When both an industry's workers and its customers report high and rising frustration with the way they are being treated, something is fundamentally wrong. In response to these conditions, many of the world's airlines have made ever-deeper cuts in services and their workforces. Is it too much to expect airlines, or any other enterprises, to provide a fair return to investors; high-quality, reliable service to their customers; and good jobs for their employees? Measured against these three expectations, the airline industry is failing. In the first five years of twenty-first century alone, U.S. airlines lost a total of $30 billion while shedding 100,000 jobs, forcing the remaining workers to give up over $15 billion in wages and benefits. Combined with plummeting employee morale, shortages of air traffic controllers, and increased congestion and flight delays, a total collapse of the industry may be coming

Is this state of affairs inevitable? Or is it possible to design a more sustainable, less volatile industry that better balances the objectives of customers, investors, employees and the wider society? Does deregulation imply total abrogation of government's responsibility to oversee an industry showing the clear signs of deterioration and increasing risk of a pending crisis?

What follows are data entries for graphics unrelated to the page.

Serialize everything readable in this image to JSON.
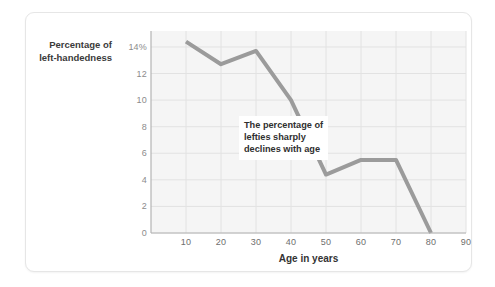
{
  "chart_data": {
    "type": "line",
    "title": "",
    "xlabel": "Age in years",
    "ylabel": "Percentage of left-handedness",
    "ylabel_lines": [
      "Percentage of",
      "left-handedness"
    ],
    "x": [
      10,
      20,
      30,
      40,
      50,
      60,
      70,
      80
    ],
    "values": [
      14.4,
      12.7,
      13.7,
      10.0,
      4.4,
      5.5,
      5.5,
      0.0
    ],
    "series": [
      {
        "name": "Percentage of left-handedness",
        "values": [
          14.4,
          12.7,
          13.7,
          10.0,
          4.4,
          5.5,
          5.5,
          0.0
        ]
      }
    ],
    "xlim": [
      0,
      90
    ],
    "ylim": [
      0,
      15.2
    ],
    "xticks": [
      10,
      20,
      30,
      40,
      50,
      60,
      70,
      80,
      90
    ],
    "xticklabels": [
      "10",
      "20",
      "30",
      "40",
      "50",
      "60",
      "70",
      "80",
      "90"
    ],
    "yticks": [
      0,
      2,
      4,
      6,
      8,
      10,
      12,
      14
    ],
    "yticklabels": [
      "0",
      "2",
      "4",
      "6",
      "8",
      "10",
      "12",
      "14%"
    ],
    "grid": true,
    "legend": false,
    "legend_position": "none",
    "annotations": [
      {
        "text": "The percentage of lefties sharply declines with age",
        "lines": [
          "The percentage of",
          "lefties sharply",
          "declines with age"
        ],
        "x": 57,
        "y": 8.2
      }
    ],
    "colors": {
      "line": "#9b9b9b",
      "plot_background": "#f5f5f5",
      "gridline": "#e2e2e2",
      "axis_line": "#b4b4b4",
      "card_background": "#ffffff",
      "card_border": "#e6e6e6",
      "tick_label": "#8c8c8c",
      "axis_title": "#333333",
      "annotation_text": "#2f2f2f"
    }
  }
}
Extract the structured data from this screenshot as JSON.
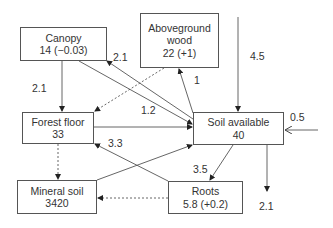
{
  "nodes": {
    "canopy": {
      "name": "Canopy",
      "value": "14 (−0.03)"
    },
    "wood": {
      "name": "Aboveground",
      "name2": "wood",
      "value": "22 (+1)"
    },
    "forest_floor": {
      "name": "Forest floor",
      "value": "33"
    },
    "soil_available": {
      "name": "Soil available",
      "value": "40"
    },
    "mineral_soil": {
      "name": "Mineral soil",
      "value": "3420"
    },
    "roots": {
      "name": "Roots",
      "value": "5.8 (+0.2)"
    }
  },
  "flows": {
    "canopy_to_forest_floor": "2.1",
    "soil_to_canopy": "2.1",
    "soil_to_wood": "1",
    "input_top": "4.5",
    "forest_floor_to_soil": "1.2",
    "roots_to_forest_floor": "3.3",
    "input_right": "0.5",
    "soil_to_roots": "3.5",
    "output_bottom": "2.1"
  }
}
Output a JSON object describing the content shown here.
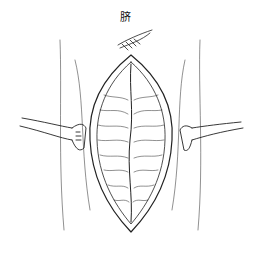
{
  "figure": {
    "labels": {
      "umbilicus": "脐"
    },
    "colors": {
      "line": "#222222",
      "background": "#ffffff"
    }
  }
}
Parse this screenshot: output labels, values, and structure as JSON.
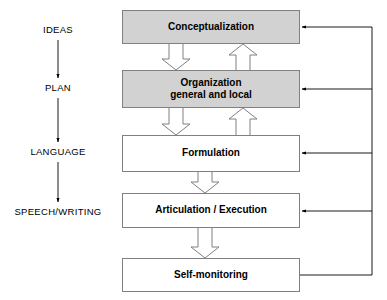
{
  "diagram": {
    "colors": {
      "shaded_fill": "#d2d2d2",
      "plain_fill": "#ffffff",
      "box_border": "#808080",
      "arrow_outline": "#808080",
      "feedback_line": "#000000",
      "text": "#000000"
    },
    "stage_labels": [
      {
        "id": "ideas",
        "text": "IDEAS",
        "cx": 58,
        "cy": 30
      },
      {
        "id": "plan",
        "text": "PLAN",
        "cx": 58,
        "cy": 88
      },
      {
        "id": "language",
        "text": "LANGUAGE",
        "cx": 58,
        "cy": 152
      },
      {
        "id": "speech-writing",
        "text": "SPEECH/WRITING",
        "cx": 58,
        "cy": 212
      }
    ],
    "stage_connectors": [
      {
        "id": "ideas-to-plan",
        "x": 58,
        "y1": 40,
        "y2": 78
      },
      {
        "id": "plan-to-language",
        "x": 58,
        "y1": 98,
        "y2": 142
      },
      {
        "id": "language-to-speech",
        "x": 58,
        "y1": 162,
        "y2": 202
      }
    ],
    "boxes": [
      {
        "id": "conceptualization",
        "lines": [
          "Conceptualization"
        ],
        "fill": "shaded",
        "x": 122,
        "y": 10,
        "w": 178,
        "h": 34
      },
      {
        "id": "organization",
        "lines": [
          "Organization",
          "general and local"
        ],
        "fill": "shaded",
        "x": 122,
        "y": 70,
        "w": 178,
        "h": 38
      },
      {
        "id": "formulation",
        "lines": [
          "Formulation"
        ],
        "fill": "plain",
        "x": 122,
        "y": 135,
        "w": 178,
        "h": 37
      },
      {
        "id": "articulation-execution",
        "lines": [
          "Articulation / Execution"
        ],
        "fill": "plain",
        "x": 122,
        "y": 193,
        "w": 178,
        "h": 35
      },
      {
        "id": "self-monitoring",
        "lines": [
          "Self-monitoring"
        ],
        "fill": "plain",
        "x": 122,
        "y": 258,
        "w": 178,
        "h": 34
      }
    ],
    "block_arrows_down": [
      {
        "id": "conceptualization-to-organization",
        "cx": 176,
        "y1": 44,
        "y2": 70
      },
      {
        "id": "organization-to-formulation",
        "cx": 176,
        "y1": 108,
        "y2": 135
      },
      {
        "id": "formulation-to-articulation",
        "cx": 205,
        "y1": 172,
        "y2": 193
      },
      {
        "id": "articulation-to-self-monitoring",
        "cx": 205,
        "y1": 228,
        "y2": 258
      }
    ],
    "block_arrows_up": [
      {
        "id": "organization-to-conceptualization",
        "cx": 243,
        "y1": 70,
        "y2": 44
      },
      {
        "id": "formulation-to-organization",
        "cx": 243,
        "y1": 135,
        "y2": 108
      }
    ],
    "feedback": {
      "bus_x": 372,
      "source_box": "self-monitoring",
      "source_y": 275,
      "arrows": [
        {
          "id": "feedback-to-conceptualization",
          "target": "conceptualization",
          "y": 27,
          "x_from": 372,
          "x_to": 302
        },
        {
          "id": "feedback-to-organization",
          "target": "organization",
          "y": 89,
          "x_from": 372,
          "x_to": 302
        },
        {
          "id": "feedback-to-formulation",
          "target": "formulation",
          "y": 153,
          "x_from": 372,
          "x_to": 302
        },
        {
          "id": "feedback-to-articulation",
          "target": "articulation-execution",
          "y": 211,
          "x_from": 372,
          "x_to": 302
        }
      ]
    }
  }
}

Up In The Air explores such questions in a well-informed and engaging way, using a mix of quantitative evidence and qualitative studies of airlines from North America, Asia, Australia and Europe. It provides clear and realistic strategies foe achieving a better, more equitable balance among the interests of customers, employees and shareholders. Specifically, the authors recommend that firms learn from the innovations of companies like Southwest and Continental airlines in order to build a positive workplace culture that fosters coordination and commitment to high-quality service; labor relations policies that avoid long, drawn-out conflicts in negotiating new agreements; and business strategies that can sustain investor, employee and customer support through the ups and downs of business cycles.

The Southwest Airlines Way: Using the Power of Relationships to Achieve High Performance
'The Southwest Airlines Way' book cover

Fortune magazine calls Southwest Airlines "the most successful airline in history." Drawing on extensive research and interviews with frontline Southwest employees, managers, and senior executives, The Southwest Airlines Way explains how Southwest's relationship-based performance principles can be adopted by managers in any industry, with dramatic results.

Full of frontline tales of Southwest's innovative management style, this compelling book explains how Southwest's relentless focus on high-performance relationships and its people-management practices have been the key to its unparalleled success in the airline industry. It reveals how any organization willing to invest the time and effort can learn from Southwest's management style by creating shared goals, shared knowledge, and mutual respect among management, employees, and suppliers. This is the secret of how Southwest consistently outperforms its competitors in the high-pressure, time-sensitive airline industry.

The Southwest Airlines Way explores the policies, strategies and techniques that have led to Southwest's success and explains how these proven methods can be put to work in any organization. Based on Professor Jody Hoffer Gittell's eight years of research in the airline industry, this book unveils the secret ingredient -- high performance relationships -- that has enabled Southwest to sustain a steady 10 to 15 percent rate of growth through its history, while turning a profit in every year but its first.

Gittell explains why Southwest relies so heavily on high performance relationships -- shared goals, shared knowledge, and mutual respect among employees, managers, unions, and suppliers. She analyzes how the company uses high performance relationships to create the enormous competitive advantage Southwest has in motivation, teamwork, and coordination among employees.